Date of Award
4-14-2010
Degree Type
Closed Thesis
Degree Name
Master of Fine Arts (MFA)
Department
English
First Advisor
Josh Russell - Committee Chair
Second Advisor
Dr. John Holman - Committee Member
Third Advisor
Dr. Sheri Joseph - Committee Member
Abstract
The Forgiveness Project includes a critical introduction that defines the author’s approach to the short-short form as well as an explanation of how historiographical metafiction can work to memorialize. The first section contains primarily short-short stories that address the themes of motherhood, small tyrannies, happy liars, caregiving and the clichés of grief. A collection of linked short stories follows, revolving around elusive forgiveness. On the night of July 17, 1977, Juanita Lee, a bridge tender in South Florida, was abducted by two men and executed in the Everglades to silence her opposition to the demolition of an Intracoastal Waterway bridge.

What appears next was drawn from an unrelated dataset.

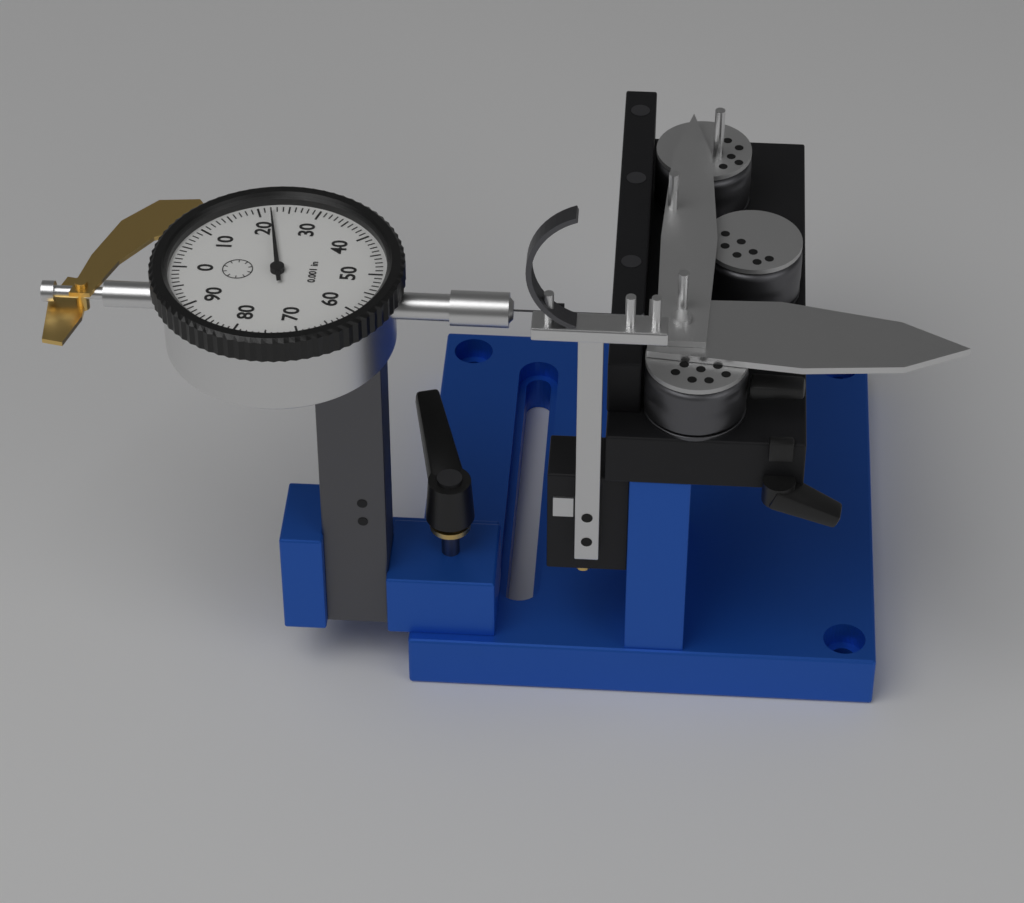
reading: 0.022 in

Twenty-two years later her daughter, Jill, now a Washington D.C. lobbyist who views the world through the cynical lens of her life’s work, is confronted with a plea for forgiveness via an organization called “The Forgiveness Project,” representing one of her mother’s killers.
DOI
https://doi.org/10.57709/1340553
Recommended Citation
Gentry, Karen Lee, "The Forgiveness Project." Thesis, Georgia State University, 2010.